Based in Sydney, Australia, Foundry is a blog by Rebecca Thao. Her posts explore modern architecture through photos and quotes by influential architects, engineers, and artists.

Stories We Tell Review (Film, 2013)

Stories We Tell posterSarah Polley uses a deeply personal story--the rumors surrounding her own lineage and conception--to explore how people choose to frame the narratives of their lives. Stories We Tell looks at different layers of connection to the parenthood rumors. It starts with Polley, the child at the center of the story. Then it jumps to her immediate family--father, brothers, and sister. Then it extends to her mother's coworkers, friends, and acquaintances at the time of Sarah's birth. The film quickly shifts focus spinning on individual discoveries, leading to a new round of questions for the people who shift in and out of the inner circle of the real history of Sarah's birth. Stories We Tell is a documentary, albeit a very experimental one. For all of the traditional tools used (interviews, reenactments, voice overs, etc.), the structure is pure thriller. We're dragged down the ever shifting sands of memory until Polley herself starts to lose track of the narrative. It evolves in such an organic (well, as organic as a thriller filled with misdirection and hidden secrets can be) way that the final moments are all the more revelatory. It doesn't even matter that the mystery is solved by the halfway point; the initial search for truth was never the real point of the documentary.

It is unsettling to watch this story unfold. Everyone is so sure of their position, so positive that they know exactly what happened, that you begin to doubt everything you've been told. Polley constantly sets you up for surprises and failures. The biggest trick is declaring that this film's real focus is on the identity of her father.

Stories We Tell has a genius angle for wider exposure. How many talk shows have had those incredibly trashy paternity test episodes where a woman brings out a possible father (or even fathers) of her young child? She declares that he's 100% the father and she can prove it, while he denies it by pointing out who else it could be. The families are split but the show, without question, always points out how the man taking the paternity test looks just like the baby. The crowd cheers for the mother, jeers the could-be father, and screams like they're on a rollercoaster when the host reveals the DNA test results. No matter what the result is, the crowd acts like they knew all along that the man was or was not the father. They've already rewritten the narrative based on the presentation of evidence even if 10 seconds before they knew the other person was right about the parentage.

Stories We Tell ReviewSarah Polley knows that exploring the nature of personal narratives and the inability to find a definitive truth is a good subject for a documentary. It's just hard to tell that story about how personal context reframes memory however you want to remember it without a juicy story to dig into. She could have done this documentary with a big historical event or a staged stunt at the grocery store. There just wouldn't be that angle of voyeurism, of intrigue and long-hidden secrets, that makes this work.
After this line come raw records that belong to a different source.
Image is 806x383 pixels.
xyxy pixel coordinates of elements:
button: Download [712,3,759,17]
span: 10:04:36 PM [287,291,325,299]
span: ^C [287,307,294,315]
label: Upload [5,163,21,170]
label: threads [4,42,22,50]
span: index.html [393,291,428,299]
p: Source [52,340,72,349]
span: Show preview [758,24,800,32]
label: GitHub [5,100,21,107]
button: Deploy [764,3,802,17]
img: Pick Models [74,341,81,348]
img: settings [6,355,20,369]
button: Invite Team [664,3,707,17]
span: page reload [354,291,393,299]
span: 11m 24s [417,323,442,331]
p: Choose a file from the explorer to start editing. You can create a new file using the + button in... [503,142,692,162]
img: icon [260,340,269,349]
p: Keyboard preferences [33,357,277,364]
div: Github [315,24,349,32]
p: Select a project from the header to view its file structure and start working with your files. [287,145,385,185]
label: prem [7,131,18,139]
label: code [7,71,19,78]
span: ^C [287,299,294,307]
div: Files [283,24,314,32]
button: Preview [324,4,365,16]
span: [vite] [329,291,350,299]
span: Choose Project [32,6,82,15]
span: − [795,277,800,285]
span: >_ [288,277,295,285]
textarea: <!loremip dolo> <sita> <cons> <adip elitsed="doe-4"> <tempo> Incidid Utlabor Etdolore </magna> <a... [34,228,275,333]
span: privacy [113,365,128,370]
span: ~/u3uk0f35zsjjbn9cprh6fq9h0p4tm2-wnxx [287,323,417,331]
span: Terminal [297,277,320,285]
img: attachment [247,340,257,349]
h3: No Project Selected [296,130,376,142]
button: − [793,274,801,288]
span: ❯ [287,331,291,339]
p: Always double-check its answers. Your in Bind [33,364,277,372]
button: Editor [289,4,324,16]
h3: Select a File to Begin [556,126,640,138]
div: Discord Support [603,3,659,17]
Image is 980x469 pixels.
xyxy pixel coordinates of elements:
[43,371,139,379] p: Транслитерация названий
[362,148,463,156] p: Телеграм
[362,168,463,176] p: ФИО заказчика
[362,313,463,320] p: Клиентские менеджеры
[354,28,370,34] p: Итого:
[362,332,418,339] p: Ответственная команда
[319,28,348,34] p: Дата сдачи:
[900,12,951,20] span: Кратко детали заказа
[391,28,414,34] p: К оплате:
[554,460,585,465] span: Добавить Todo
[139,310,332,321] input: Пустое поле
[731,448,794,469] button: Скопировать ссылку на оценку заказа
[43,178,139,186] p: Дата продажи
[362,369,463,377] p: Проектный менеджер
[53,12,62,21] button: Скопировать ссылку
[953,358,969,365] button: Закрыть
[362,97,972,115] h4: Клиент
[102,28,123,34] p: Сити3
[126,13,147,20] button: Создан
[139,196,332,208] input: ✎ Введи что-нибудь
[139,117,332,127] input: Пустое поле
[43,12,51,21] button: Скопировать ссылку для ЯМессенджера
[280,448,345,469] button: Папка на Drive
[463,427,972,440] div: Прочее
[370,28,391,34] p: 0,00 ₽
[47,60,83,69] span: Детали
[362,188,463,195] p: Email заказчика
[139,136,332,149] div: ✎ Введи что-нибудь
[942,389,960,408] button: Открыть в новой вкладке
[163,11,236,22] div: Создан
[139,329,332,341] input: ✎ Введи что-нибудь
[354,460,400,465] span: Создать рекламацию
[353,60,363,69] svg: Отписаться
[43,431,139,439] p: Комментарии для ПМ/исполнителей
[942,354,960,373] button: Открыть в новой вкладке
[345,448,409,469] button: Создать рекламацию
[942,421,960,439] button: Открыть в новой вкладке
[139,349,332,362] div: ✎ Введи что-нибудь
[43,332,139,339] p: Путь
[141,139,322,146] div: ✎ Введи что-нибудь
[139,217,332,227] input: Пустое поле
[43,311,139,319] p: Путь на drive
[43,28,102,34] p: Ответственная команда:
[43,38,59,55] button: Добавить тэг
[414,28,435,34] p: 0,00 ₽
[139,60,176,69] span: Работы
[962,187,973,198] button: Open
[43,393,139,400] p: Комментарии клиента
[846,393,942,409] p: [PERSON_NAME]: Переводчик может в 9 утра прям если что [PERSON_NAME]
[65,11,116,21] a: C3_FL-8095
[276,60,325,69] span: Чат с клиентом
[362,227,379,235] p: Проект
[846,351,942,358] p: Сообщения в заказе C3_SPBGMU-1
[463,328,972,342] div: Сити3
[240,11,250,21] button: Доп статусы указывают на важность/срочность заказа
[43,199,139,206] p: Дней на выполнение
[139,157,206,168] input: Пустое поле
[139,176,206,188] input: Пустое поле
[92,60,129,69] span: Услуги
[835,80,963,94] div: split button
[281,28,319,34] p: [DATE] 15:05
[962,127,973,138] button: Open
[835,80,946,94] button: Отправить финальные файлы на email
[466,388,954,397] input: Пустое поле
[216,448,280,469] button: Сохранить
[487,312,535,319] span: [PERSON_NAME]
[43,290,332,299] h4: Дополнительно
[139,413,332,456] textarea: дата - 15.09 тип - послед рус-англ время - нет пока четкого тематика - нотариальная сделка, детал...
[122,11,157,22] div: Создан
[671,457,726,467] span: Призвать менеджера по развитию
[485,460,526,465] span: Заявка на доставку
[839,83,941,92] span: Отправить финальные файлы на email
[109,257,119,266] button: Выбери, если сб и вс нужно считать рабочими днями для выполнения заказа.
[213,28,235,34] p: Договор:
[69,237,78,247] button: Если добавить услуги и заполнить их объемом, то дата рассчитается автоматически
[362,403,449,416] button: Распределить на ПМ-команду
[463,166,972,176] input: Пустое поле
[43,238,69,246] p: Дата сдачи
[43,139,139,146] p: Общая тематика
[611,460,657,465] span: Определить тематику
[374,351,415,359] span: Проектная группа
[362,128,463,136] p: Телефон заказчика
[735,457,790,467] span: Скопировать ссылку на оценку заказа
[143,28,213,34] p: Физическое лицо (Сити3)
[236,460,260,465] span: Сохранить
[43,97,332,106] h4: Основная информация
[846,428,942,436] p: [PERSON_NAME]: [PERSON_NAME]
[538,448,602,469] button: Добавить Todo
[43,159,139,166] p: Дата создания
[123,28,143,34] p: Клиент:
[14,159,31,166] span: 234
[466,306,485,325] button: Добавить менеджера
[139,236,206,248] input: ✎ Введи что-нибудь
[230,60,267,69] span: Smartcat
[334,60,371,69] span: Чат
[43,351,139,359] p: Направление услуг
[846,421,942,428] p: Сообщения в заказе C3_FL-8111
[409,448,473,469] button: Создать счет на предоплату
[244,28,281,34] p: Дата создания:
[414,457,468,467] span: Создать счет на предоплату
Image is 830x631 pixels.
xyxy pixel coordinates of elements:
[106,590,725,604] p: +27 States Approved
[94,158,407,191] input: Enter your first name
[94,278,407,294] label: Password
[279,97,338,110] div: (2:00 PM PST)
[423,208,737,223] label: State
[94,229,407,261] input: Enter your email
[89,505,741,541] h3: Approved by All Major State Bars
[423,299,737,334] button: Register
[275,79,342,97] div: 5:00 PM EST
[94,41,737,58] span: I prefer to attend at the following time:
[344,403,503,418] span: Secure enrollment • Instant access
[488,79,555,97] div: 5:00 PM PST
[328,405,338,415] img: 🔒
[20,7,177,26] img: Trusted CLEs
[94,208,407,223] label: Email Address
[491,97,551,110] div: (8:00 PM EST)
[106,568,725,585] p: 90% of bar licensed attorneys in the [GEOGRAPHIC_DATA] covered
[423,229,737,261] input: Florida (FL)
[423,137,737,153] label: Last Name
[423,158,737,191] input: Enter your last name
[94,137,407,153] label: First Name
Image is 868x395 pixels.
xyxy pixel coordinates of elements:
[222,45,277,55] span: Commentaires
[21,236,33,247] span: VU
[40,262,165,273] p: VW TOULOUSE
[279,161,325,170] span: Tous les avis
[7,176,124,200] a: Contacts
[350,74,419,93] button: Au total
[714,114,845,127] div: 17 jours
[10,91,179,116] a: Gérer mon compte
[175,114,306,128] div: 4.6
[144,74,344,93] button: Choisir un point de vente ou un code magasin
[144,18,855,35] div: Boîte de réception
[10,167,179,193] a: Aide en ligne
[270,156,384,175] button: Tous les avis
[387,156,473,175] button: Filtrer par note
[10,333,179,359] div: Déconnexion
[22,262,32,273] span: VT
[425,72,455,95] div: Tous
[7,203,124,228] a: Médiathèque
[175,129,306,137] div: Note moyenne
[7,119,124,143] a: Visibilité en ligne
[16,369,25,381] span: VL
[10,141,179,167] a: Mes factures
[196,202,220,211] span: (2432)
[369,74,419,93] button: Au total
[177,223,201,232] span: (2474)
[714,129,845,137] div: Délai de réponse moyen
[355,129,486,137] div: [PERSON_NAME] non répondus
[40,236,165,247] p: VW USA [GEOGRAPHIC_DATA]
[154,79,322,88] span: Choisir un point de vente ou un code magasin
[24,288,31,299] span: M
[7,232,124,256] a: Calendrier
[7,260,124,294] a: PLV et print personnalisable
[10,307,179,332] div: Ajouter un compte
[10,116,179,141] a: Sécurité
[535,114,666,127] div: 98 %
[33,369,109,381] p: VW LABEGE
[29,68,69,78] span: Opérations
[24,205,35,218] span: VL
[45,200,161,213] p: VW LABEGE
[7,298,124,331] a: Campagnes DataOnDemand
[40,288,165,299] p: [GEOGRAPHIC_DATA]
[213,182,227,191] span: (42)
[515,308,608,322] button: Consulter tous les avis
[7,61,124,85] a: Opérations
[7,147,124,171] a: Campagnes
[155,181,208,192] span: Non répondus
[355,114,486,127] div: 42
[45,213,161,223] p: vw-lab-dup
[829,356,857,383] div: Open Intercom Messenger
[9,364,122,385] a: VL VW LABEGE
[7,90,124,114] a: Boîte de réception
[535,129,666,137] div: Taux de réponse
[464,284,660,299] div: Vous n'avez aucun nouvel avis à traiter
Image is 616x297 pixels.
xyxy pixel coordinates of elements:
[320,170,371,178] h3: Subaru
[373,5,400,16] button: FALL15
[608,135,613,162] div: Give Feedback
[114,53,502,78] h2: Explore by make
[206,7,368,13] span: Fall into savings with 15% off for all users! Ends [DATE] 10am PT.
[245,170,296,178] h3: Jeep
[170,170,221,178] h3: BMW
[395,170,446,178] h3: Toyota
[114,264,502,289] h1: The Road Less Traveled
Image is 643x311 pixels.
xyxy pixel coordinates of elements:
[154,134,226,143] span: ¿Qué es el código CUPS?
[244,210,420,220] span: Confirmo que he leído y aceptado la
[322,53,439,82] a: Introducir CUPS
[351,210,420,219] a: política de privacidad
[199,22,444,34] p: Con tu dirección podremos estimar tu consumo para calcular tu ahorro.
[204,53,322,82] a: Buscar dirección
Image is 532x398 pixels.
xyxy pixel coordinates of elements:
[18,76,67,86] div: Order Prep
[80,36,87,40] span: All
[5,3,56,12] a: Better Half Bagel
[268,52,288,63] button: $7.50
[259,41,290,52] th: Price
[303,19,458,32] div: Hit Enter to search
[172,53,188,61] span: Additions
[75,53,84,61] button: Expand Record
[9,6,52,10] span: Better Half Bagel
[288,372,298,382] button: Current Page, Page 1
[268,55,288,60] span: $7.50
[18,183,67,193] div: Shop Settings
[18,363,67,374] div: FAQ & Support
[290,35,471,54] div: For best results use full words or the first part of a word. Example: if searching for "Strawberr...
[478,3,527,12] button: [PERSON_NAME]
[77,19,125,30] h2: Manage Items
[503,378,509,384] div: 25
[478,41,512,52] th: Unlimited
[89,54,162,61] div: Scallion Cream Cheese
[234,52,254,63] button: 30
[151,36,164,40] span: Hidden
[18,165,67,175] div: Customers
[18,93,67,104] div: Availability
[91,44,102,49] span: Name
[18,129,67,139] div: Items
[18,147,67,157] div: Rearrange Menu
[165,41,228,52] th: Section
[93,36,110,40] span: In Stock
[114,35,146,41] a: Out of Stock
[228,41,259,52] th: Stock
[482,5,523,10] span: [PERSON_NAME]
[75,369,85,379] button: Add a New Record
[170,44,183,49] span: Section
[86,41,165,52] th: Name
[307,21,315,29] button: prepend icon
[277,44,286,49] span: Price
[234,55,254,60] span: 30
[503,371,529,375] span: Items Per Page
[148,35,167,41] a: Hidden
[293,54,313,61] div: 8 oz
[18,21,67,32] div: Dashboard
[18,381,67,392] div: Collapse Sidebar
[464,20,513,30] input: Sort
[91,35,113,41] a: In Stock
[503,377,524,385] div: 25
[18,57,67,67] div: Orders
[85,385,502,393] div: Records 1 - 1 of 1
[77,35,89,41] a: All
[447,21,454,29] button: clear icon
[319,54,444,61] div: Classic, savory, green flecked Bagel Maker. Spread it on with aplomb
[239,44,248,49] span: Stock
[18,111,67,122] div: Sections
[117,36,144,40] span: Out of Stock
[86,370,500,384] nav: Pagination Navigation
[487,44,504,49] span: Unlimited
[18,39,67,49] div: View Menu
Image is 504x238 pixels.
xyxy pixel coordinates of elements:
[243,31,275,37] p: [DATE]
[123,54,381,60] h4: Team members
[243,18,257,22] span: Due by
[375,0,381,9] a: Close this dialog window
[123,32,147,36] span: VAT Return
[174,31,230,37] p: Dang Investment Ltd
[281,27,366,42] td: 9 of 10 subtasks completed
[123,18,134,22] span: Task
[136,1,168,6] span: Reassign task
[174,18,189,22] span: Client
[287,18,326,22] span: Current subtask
She stakes Stories We Tell on her own personal story. She interviewed people she has known her entire life and convinced her family and friends to open themselves up to scrutiny in the name of a documentary. The film constantly says that Polley didn't know where she was going with the interviews while she filmed them, but that seems like the most manipulative claim of all. She's recontexualizing her own plans on the fly to get her interview subjects to open up more. The safer she makes them feel, the more they open up about what they really remembered about her late mother's life. The closeness to the narrative is what allows her to make a documentary about how we present our memories to the world so compelling.

The biggest problem is that Polley plays her cards so tight to her chest. The reveal of information is quite engaging, but the actual focus of the documentary doesn't become clear for quite some time. The parentage question doesn't come up until at least 20 minutes into the film. It's not clear what, exactly, she's going for until that point. Then the actual focus on the nature of personal storytelling drifts in only for the last act. Stories We Tell is quite focused on how the story is told, but the message is far less obvious.